Practical Schedule for LLM Training¶
Here's a complete schedule matching modern practice:
class LLMSchedule:
"""Learning rate schedule for LLM training."""
def __init__(
self,
peak_lr=3e-4,
min_lr=3e-5,
warmup_steps=2000,
total_steps=100000,
):
self.peak_lr = peak_lr
self.min_lr = min_lr
self.warmup_steps = warmup_steps
self.total_steps = total_steps
def get_lr(self, step):
# Phase 1: Linear warmup
if step < self.warmup_steps:
return self.peak_lr * step / self.warmup_steps
# Phase 2: Cosine decay
progress = (step - self.warmup_steps) / (self.total_steps - self.warmup_steps)
progress = min(1.0, progress) # Clamp to [0, 1]
cosine_decay = 0.5 * (1 + np.cos(np.pi * progress))

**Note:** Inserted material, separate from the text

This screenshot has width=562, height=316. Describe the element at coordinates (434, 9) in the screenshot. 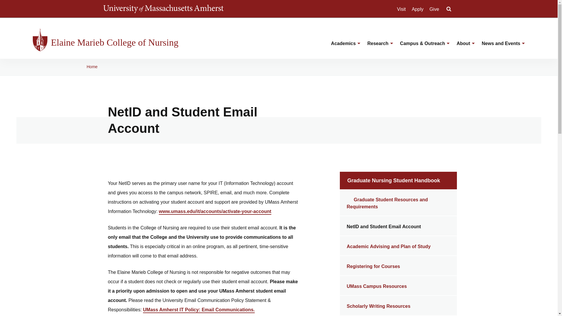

return self.min_lr + (self.peak_lr - self.min_lr) * cosine_decay
# Usage
schedule = LLMSchedule(
peak_lr=3e-4,
min_lr=3e-5, # 10% of peak
warmup_steps=2000,
total_steps=100000,
)
for step in range(100000):
current_lr = schedule.get_lr(step)
optimizer.lr = current_lr
train_step(...)
Schedule vs Optimizer Choice¶
The schedule and optimizer interact:
| Optimizer | Recommended Schedule |
|---|---|
| SGD | Step decay or cosine |
| Momentum | Cosine with longer warmup |
| Adam | Cosine, less sensitive to schedule |
| AdamW | Cosine with warmup (standard) |
Adam's adaptive rates provide some "built-in" schedule, making it less sensitive to the explicit schedule. But even Adam benefits from warmup and decay.
Historical Note¶
Learning rate schedules evolved with deep learning:
- 1990s: Fixed learning rate, manually tuned
- 2012: Step decay became standard (AlexNet)
- 2015: Learning rate range test (Smith)
- 2016: Cosine annealing, warm restarts (Loshchilov & Hutter)

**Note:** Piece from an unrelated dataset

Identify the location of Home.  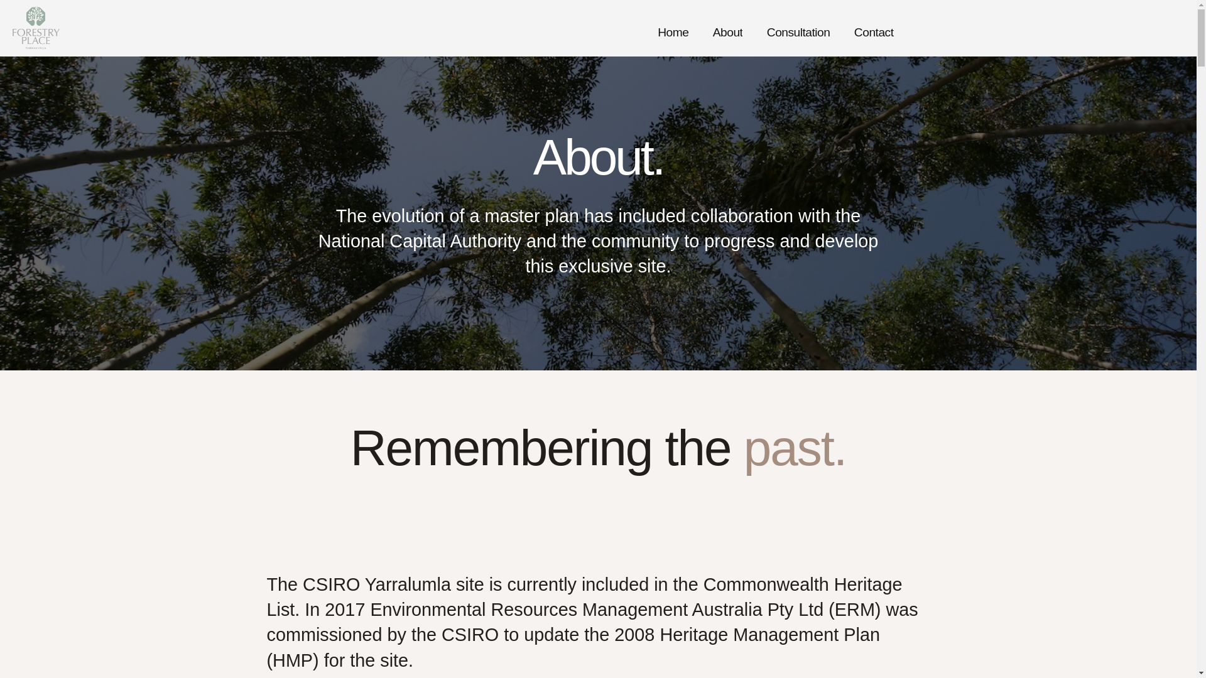
(673, 34).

- 2017: Transformer schedule (Vaswani et al.)
- 2018: One-cycle policy (Smith)
- 2020s: Cosine with warmup is the default for LLMs
Common Mistakes¶
Pitfalls
-
No warmup: Especially with Adam, can cause early instability
-
Too short warmup: May not be enough for large models
-
Decaying too fast: Loss plateaus before convergence
-
Decaying too slow: Final loss higher than necessary
-
Not matching batch size: When scaling batch size, scale warmup too
Exercises¶
-
Compare schedules: Train the same model with constant, step decay, and cosine. Plot training curves.
-
Warmup ablation: Train with warmup = 0, 100, 1000, 10000 steps. What changes?
-
LR finder: Implement the learning rate range test. Find optimal learning rate for a model.
-
Restarts: Implement cosine with restarts. Compare to single cosine decay.
-
One-cycle: Implement the one-cycle policy. Can you use higher learning rates?
Summary¶
| Schedule | Formula | Best For |
|---|---|---|
| Step decay | η₀ × γ^⌊t/s⌋ | Simple, interpretable |
| Exponential | η₀ × γᵗ | Smooth decay |
| Inverse sqrt | η₀ / √t | Transformers (original) |
| Cosine | ½(1 + cos(πt/T)) | LLM training (standard) |
| Warmup + cosine | Linear → cosine | Modern best practice |
Key takeaway: The learning rate schedule is as important as the optimizer choice. Modern LLM training uses linear warmup followed by cosine decay to minimum. This simple schedule, combined with AdamW, forms the backbone of successful large-scale training.